Incompetence and Corruption Sinks Angola’s Development Bank

Angola’s state-owned banks, businesses and investment funds are all reportedly in trouble: either loss-making or on the brink of bankruptcy. The state oil giant, Sonangol, is floundering amid unpaid debts amounting to hundreds of millions of dollars; the crisis at the Credit and Savings Bank (the BPC, Banco de Poupança e Crédito) has led to a clean sweep of the board; and far from accumulating interest, the Angolan Sovereign Fund is losing hundreds of millions.

The common denominator to their misfortunes is – according to the government – the disastrous plunge in oil prices.

Not so, say economic analysts in Angolan and beyond. They say the drop in the price of oil simply uncovered factors that would send any business anywhere to the wall.

The interruption to the flow of petrodollars made a continued cover-up of endemic corruption and incompetence impossible. All of a sudden their clandestine existence was revealed, like shining a flashlight into a tropical kitchen during the darkest hours of the night, illuminating the cockroaches mid-swarm.

In this catastrophic litany of state-organized disasters, another is now unfolding at the Angolan Development Bank (the BDA, Banco de Desenvolvimento de Angola). BDA chairman Manuel Neto da Costa has revealed that the bank is facing accumulated losses of US $400 million, a result of what Mr Neto da Costa describes as “execrable credit risk management and controls”.

He revealed that a staggering 70 per cent of the loans extended by the BDA were for badly-structured projects without collateral. This is the same situation that led to the collapse of the Banco Espírito Santo Angola (the BESA). It loaned billions of US dollars to ‘persons unknown’ who promptly defaulted, ensuring not a single cent was repaid.

Who are these people who submitted a paper project, took the money, and ran?

Is it surprising that many financial experts conclude that “Angola’s banks are designed to funnel cash to friends?” In other words, they suggest that the regime run by President José Eduardo dos Santos has ensured the banking system has inadequate (or no) controls, precisely because a leaky system allows the regime to sustain itself in power by channeling funds to its supporters.

The BDA owes its existence to a Presidential Decree signed by José Eduardo dos Santos in 2006. The funds for this appear to have come largely from lines of credit issued by China and Spain. They were specifically intended to fund agricultural and industrial development.

Apparent shortfalls in the funds meant there was no coherent or consistent programme. The bank served to pour money into large schemes, such as agro-industrial parks and major irrigation projects, with no funds directed towards traditional farming models, or agricultural cooperatives.

Inevitably, these ‘grand schemes’ rarely got off the ground. They submitted the plans on paper, gratefully received the bank loans, then disappeared.

For seven years, the man entrusted with overseeing the development projects was
Paixão Franco Júnior, the BDA’s first chairman, a position he held from the bank’s inception in 2006 until he was sacked by President dos Santos in 2013 to make way for Mr Neto da Costa.

Mr Paixão Franco’s chairmanship of the bank is enveloped in controversy. Somehow in just the four years between 2006 and 2010 he became one of the 50 richest men in Angola. By 2013 reports emerged linking him to numerous scandals, such as in the case of Cruval, Materias de Construção, Lda.

Cruval was given US $8 million to finance works that never got off the ground. Yet strangely Mr Paixão Franco made no attempt to seek the return of the funds, which had been directly approved by him alone, without any consultation with other board members or any of the bank’s technical advisors.

Suspiciously, the BDA seemed to focus most of its loans on one area of the country: the province of Kwanza-Sul, whose Governor, General Brito Teixeira, has notoriously awarded himself and members of the Presidential family (such as José Eduardo’s son-in-law Sindika Dokolo) generous grants of public land.

A blanket of silence from the BDA has made it impossible to date to confirm the identity of any of the recipients of the 70% of bad loans cited by Mr Neto da Costa as ill-conceived projects.

Before its crash, remember what happened to BESA? Its principal debtors were named as the President’s sister Marta dos Santos and the then MPLA Vice-Presidente, Roberto de Almeida.

At this stage, would anyone be surprised if the BDA’s principal ‘bad debtors’ also turn out to be linked to the Angolan regime?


-- Exercise prompt --
Your task is to give the number of lines below that contain "face". Give no other text.

Records from a collection of figures
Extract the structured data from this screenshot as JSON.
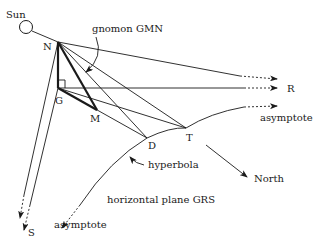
{
  "diagram": {
    "colors": {
      "ink": "#1a1a1a",
      "background": "#ffffff"
    },
    "labels": {
      "sun": "Sun",
      "gnomon": "gnomon GMN",
      "N": "N",
      "G": "G",
      "M": "M",
      "D": "D",
      "T": "T",
      "R": "R",
      "S": "S",
      "asymptote_right": "asymptote",
      "asymptote_left": "asymptote",
      "hyperbola": "hyperbola",
      "north": "North",
      "plane": "horizontal plane GRS"
    },
    "points": {
      "Sun": [
        26,
        27
      ],
      "N": [
        58,
        42
      ],
      "G": [
        58,
        88
      ],
      "M": [
        97,
        110
      ],
      "D": [
        147,
        138
      ],
      "T": [
        186,
        128
      ]
    }
  }
}
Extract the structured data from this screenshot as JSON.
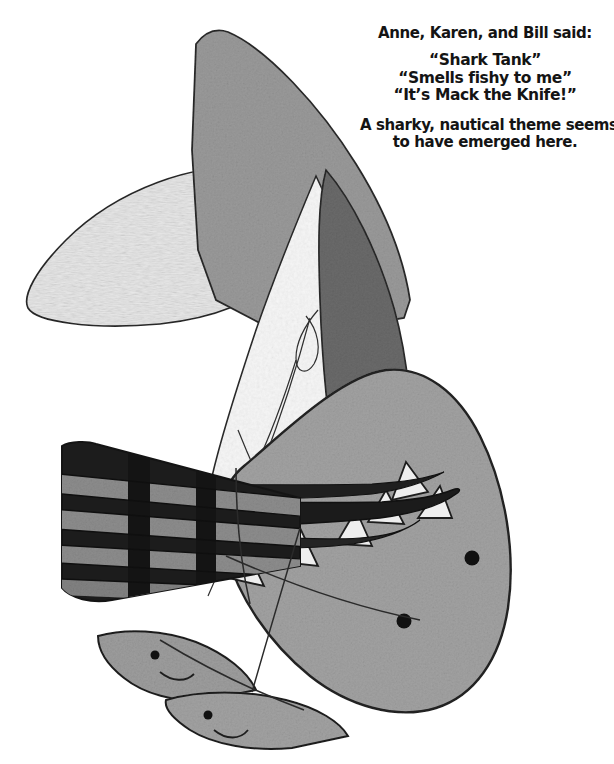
{
  "page": {
    "width": 614,
    "height": 764,
    "background": "#ffffff"
  },
  "caption": {
    "heading": "Anne, Karen, and Bill said:",
    "quotes": [
      "“Shark Tank”",
      "“Smells fishy to me”",
      "“It’s Mack the Knife!”"
    ],
    "summary_lines": [
      "A sharky, nautical theme seems",
      "to have emerged here."
    ],
    "text_color": "#141414"
  },
  "artwork": {
    "kind": "hand-drawn-pencil-ink-illustration",
    "subject": "abstract overlapping shark shapes, sailboat sail, knife blade and striped handle",
    "palette": {
      "outline": "#1d1d1d",
      "fin_gray": "#9a9a9a",
      "body_gray": "#a2a2a2",
      "dark_gray": "#676767",
      "mid_dark_gray": "#7b7b7b",
      "light_gray": "#e7e7e7",
      "pale_gray": "#efefef",
      "sail_white": "#f4f4f4",
      "blade_black": "#1a1a1a",
      "stripe_gray": "#8d8d8d",
      "paper": "#ffffff"
    },
    "elements": [
      {
        "name": "large-dorsal-fin",
        "fill": "#9a9a9a",
        "note": "tall curved shark fin, upper center"
      },
      {
        "name": "left-pectoral-fin",
        "fill": "#e7e7e7",
        "note": "pale textured ellipse pointing left"
      },
      {
        "name": "dark-flank",
        "fill": "#676767",
        "note": "dark gray tapering wedge, right of sail"
      },
      {
        "name": "sail",
        "fill": "#f4f4f4",
        "note": "white triangular sail with thin rigging lines"
      },
      {
        "name": "shark-head-body",
        "fill": "#a2a2a2",
        "note": "large rounded head lower right"
      },
      {
        "name": "shark-teeth",
        "fill": "#eeeeee",
        "note": "row of triangular teeth along the jaw"
      },
      {
        "name": "knife-blade",
        "fill": "#1a1a1a",
        "note": "long dark blade crossing the jaw"
      },
      {
        "name": "knife-handle",
        "fill": "#1a1a1a",
        "note": "striped banded handle at left"
      },
      {
        "name": "small-shark-head-upper",
        "fill": "#9d9d9d",
        "note": "small smiling shark face with eye"
      },
      {
        "name": "small-shark-head-lower",
        "fill": "#a2a2a2",
        "note": "second small smiling shark face"
      },
      {
        "name": "eye-upper",
        "fill": "#111111"
      },
      {
        "name": "eye-lower",
        "fill": "#111111"
      },
      {
        "name": "small-eye-upper",
        "fill": "#111111"
      },
      {
        "name": "small-eye-lower",
        "fill": "#111111"
      }
    ],
    "stripe_count": 5
  }
}
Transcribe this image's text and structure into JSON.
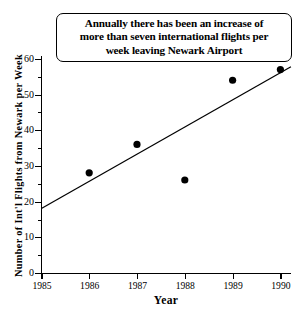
{
  "chart_data": {
    "type": "scatter",
    "title": "Annually there has been an increase of more than seven international flights per week leaving Newark Airport",
    "title_lines": [
      "Annually there has been an increase of",
      "more than seven international flights per",
      "week leaving Newark Airport"
    ],
    "xlabel": "Year",
    "ylabel": "Number of Int'l Flights from Newark per Week",
    "x": [
      1986,
      1987,
      1988,
      1989,
      1990
    ],
    "values": [
      28,
      36,
      26,
      54,
      57
    ],
    "categories": [
      "1986",
      "1987",
      "1988",
      "1989",
      "1990"
    ],
    "series": [
      {
        "name": "Int'l flights per week",
        "points": [
          {
            "x": 1986,
            "y": 28
          },
          {
            "x": 1987,
            "y": 36
          },
          {
            "x": 1988,
            "y": 26
          },
          {
            "x": 1989,
            "y": 54
          },
          {
            "x": 1990,
            "y": 57
          }
        ]
      },
      {
        "name": "trend line",
        "type": "line",
        "points": [
          {
            "x": 1985,
            "y": 18
          },
          {
            "x": 1990.22,
            "y": 57.8
          }
        ],
        "slope_per_year": 7.6,
        "intercept_1985": 18
      }
    ],
    "xlim": [
      1985,
      1990.2
    ],
    "ylim": [
      0,
      61
    ],
    "xticks": [
      "1985",
      "1986",
      "1987",
      "1988",
      "1989",
      "1990"
    ],
    "yticks": [
      "0",
      "10",
      "20",
      "30",
      "40",
      "50",
      "60"
    ],
    "ytick_values": [
      0,
      10,
      20,
      30,
      40,
      50,
      60
    ],
    "yminor_values": [
      5,
      15,
      25,
      35,
      45,
      55
    ],
    "grid": false,
    "legend": "none",
    "marker": "filled-circle",
    "marker_color": "#000000",
    "line_color": "#000000",
    "background_color": "#ffffff"
  },
  "axes": {
    "x_title": "Year",
    "y_title": "Number of Int'l Flights from Newark per Week",
    "x_ticks": [
      "1985",
      "1986",
      "1987",
      "1988",
      "1989",
      "1990"
    ],
    "y_ticks": [
      "60",
      "50",
      "40",
      "30",
      "20",
      "10",
      "0"
    ]
  },
  "annotation": {
    "line1": "Annually there has been an increase of",
    "line2": "more than seven international flights per",
    "line3": "week leaving Newark Airport"
  }
}
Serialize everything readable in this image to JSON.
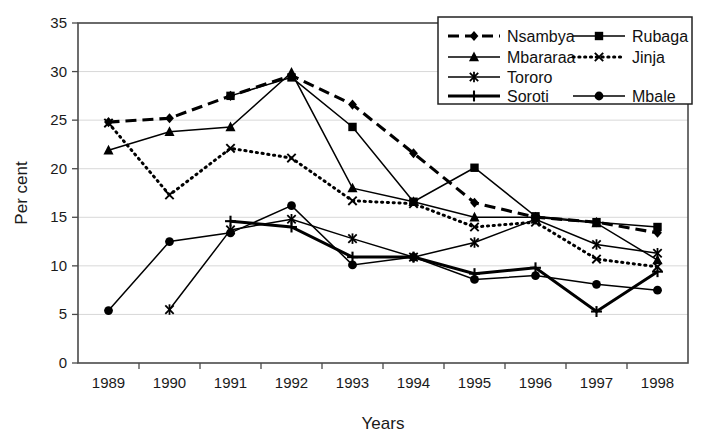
{
  "chart_data": {
    "type": "line",
    "title": "",
    "xlabel": "Years",
    "ylabel": "Per cent",
    "x": [
      1989,
      1990,
      1991,
      1992,
      1993,
      1994,
      1995,
      1996,
      1997,
      1998
    ],
    "categories": [
      "1989",
      "1990",
      "1991",
      "1992",
      "1993",
      "1994",
      "1995",
      "1996",
      "1997",
      "1998"
    ],
    "ylim": [
      0,
      35
    ],
    "yticks": [
      0,
      5,
      10,
      15,
      20,
      25,
      30,
      35
    ],
    "ytick_labels": [
      "0",
      "5",
      "10",
      "15",
      "20",
      "25",
      "30",
      "35"
    ],
    "grid": true,
    "legend_position": "top-right",
    "series": [
      {
        "name": "Nsambya",
        "marker": "diamond",
        "line_style": "dashed",
        "values": [
          24.8,
          25.2,
          27.5,
          29.6,
          26.6,
          21.6,
          16.5,
          15.0,
          14.5,
          13.4
        ]
      },
      {
        "name": "Rubaga",
        "marker": "square",
        "line_style": "solid",
        "values": [
          null,
          null,
          27.5,
          29.4,
          24.3,
          16.6,
          20.1,
          15.1,
          14.5,
          14.0
        ]
      },
      {
        "name": "Mbararaa",
        "marker": "triangle",
        "line_style": "solid",
        "values": [
          21.9,
          23.8,
          24.3,
          29.9,
          18.0,
          16.6,
          15.0,
          15.0,
          14.4,
          10.6
        ]
      },
      {
        "name": "Jinja",
        "marker": "x",
        "line_style": "dotted",
        "values": [
          24.7,
          17.3,
          22.1,
          21.1,
          16.7,
          16.4,
          14.0,
          14.5,
          10.7,
          9.9
        ]
      },
      {
        "name": "Tororo",
        "marker": "asterisk",
        "line_style": "solid",
        "values": [
          null,
          5.5,
          13.7,
          14.8,
          12.8,
          10.9,
          12.4,
          14.8,
          12.2,
          11.3
        ]
      },
      {
        "name": "Soroti",
        "marker": "plus",
        "line_style": "solid-bold",
        "values": [
          null,
          null,
          14.6,
          14.0,
          10.9,
          10.9,
          9.2,
          9.8,
          5.3,
          9.4
        ]
      },
      {
        "name": "Mbale",
        "marker": "circle",
        "line_style": "solid",
        "values": [
          5.4,
          12.5,
          13.4,
          16.2,
          10.1,
          10.9,
          8.6,
          9.0,
          8.1,
          7.5
        ]
      }
    ]
  },
  "legend": {
    "entries": [
      {
        "label": "Nsambya"
      },
      {
        "label": "Rubaga"
      },
      {
        "label": "Mbararaa"
      },
      {
        "label": "Jinja"
      },
      {
        "label": "Tororo"
      },
      {
        "label": "Soroti"
      },
      {
        "label": "Mbale"
      }
    ]
  }
}
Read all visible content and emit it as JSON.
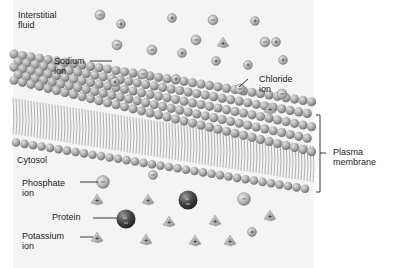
{
  "figure": {
    "regions": {
      "outside": "Interstitial\nfluid",
      "inside": "Cytosol"
    },
    "labels": {
      "sodium": "Sodium\nion",
      "chloride": "Chloride\nion",
      "membrane": "Plasma\nmembrane",
      "phosphate": "Phosphate\nion",
      "protein": "Protein",
      "potassium": "Potassium\nion"
    },
    "symbols": {
      "positive": "+",
      "negative": "−"
    },
    "colors": {
      "background": "#f4f4f4",
      "ion_fill": "#b5b5b5",
      "head_fill": "#a8a8a8",
      "tail_stroke": "#9a9a9a",
      "protein_fill": "#4a4a4a",
      "text": "#1a1a1a"
    },
    "ions": {
      "interstitial": {
        "sodium_positions": [
          [
            121,
            24
          ],
          [
            172,
            18
          ],
          [
            255,
            21
          ],
          [
            276,
            42
          ],
          [
            283,
            60
          ],
          [
            248,
            65
          ],
          [
            216,
            61
          ],
          [
            176,
            79
          ],
          [
            115,
            82
          ],
          [
            182,
            53
          ]
        ],
        "chloride_positions": [
          [
            100,
            15
          ],
          [
            213,
            20
          ],
          [
            117,
            45
          ],
          [
            152,
            50
          ],
          [
            196,
            40
          ],
          [
            265,
            42
          ],
          [
            143,
            74
          ],
          [
            240,
            89
          ],
          [
            282,
            94
          ]
        ],
        "potassium_positions": [
          [
            223,
            43
          ],
          [
            270,
            109
          ]
        ]
      },
      "cytosol": {
        "phosphate_positions": [
          [
            103,
            182
          ],
          [
            153,
            175
          ]
        ],
        "protein_positions": [
          [
            126,
            219
          ],
          [
            188,
            200
          ]
        ],
        "chloride_positions": [
          [
            244,
            199
          ]
        ],
        "sodium_positions": [
          [
            252,
            232
          ]
        ],
        "potassium_positions": [
          [
            97,
            200
          ],
          [
            148,
            200
          ],
          [
            97,
            238
          ],
          [
            146,
            240
          ],
          [
            169,
            222
          ],
          [
            215,
            221
          ],
          [
            230,
            241
          ],
          [
            195,
            241
          ],
          [
            270,
            216
          ]
        ]
      }
    }
  }
}
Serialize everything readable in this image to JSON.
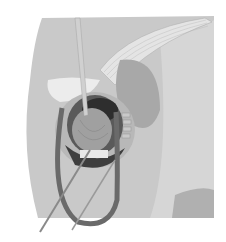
{
  "illustration": {
    "subject": "surgical-exposure-illustration",
    "style": "grayscale",
    "colors": {
      "background": "#ffffff",
      "skin_light": "#d8d8d8",
      "skin_mid": "#bdbdbd",
      "skin_dark": "#9a9a9a",
      "muscle": "#8e8e8e",
      "cavity": "#3a3a3a",
      "retractor": "#6e6e6e",
      "instrument": "#cfcfcf"
    }
  }
}
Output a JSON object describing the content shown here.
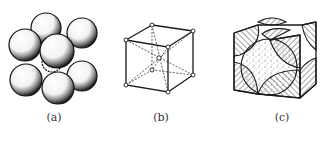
{
  "figure": {
    "panels": [
      {
        "id": "a",
        "label": "(a)",
        "description": "hard-sphere model of body-centered cubic packing"
      },
      {
        "id": "b",
        "label": "(b)",
        "description": "body-centered cubic lattice unit cell (skeleton)"
      },
      {
        "id": "c",
        "label": "(c)",
        "description": "unit cell showing atom sections within the cube"
      }
    ]
  },
  "colors": {
    "ink": "#1a1a1a",
    "background": "#ffffff"
  }
}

-- Solution for this problem --
2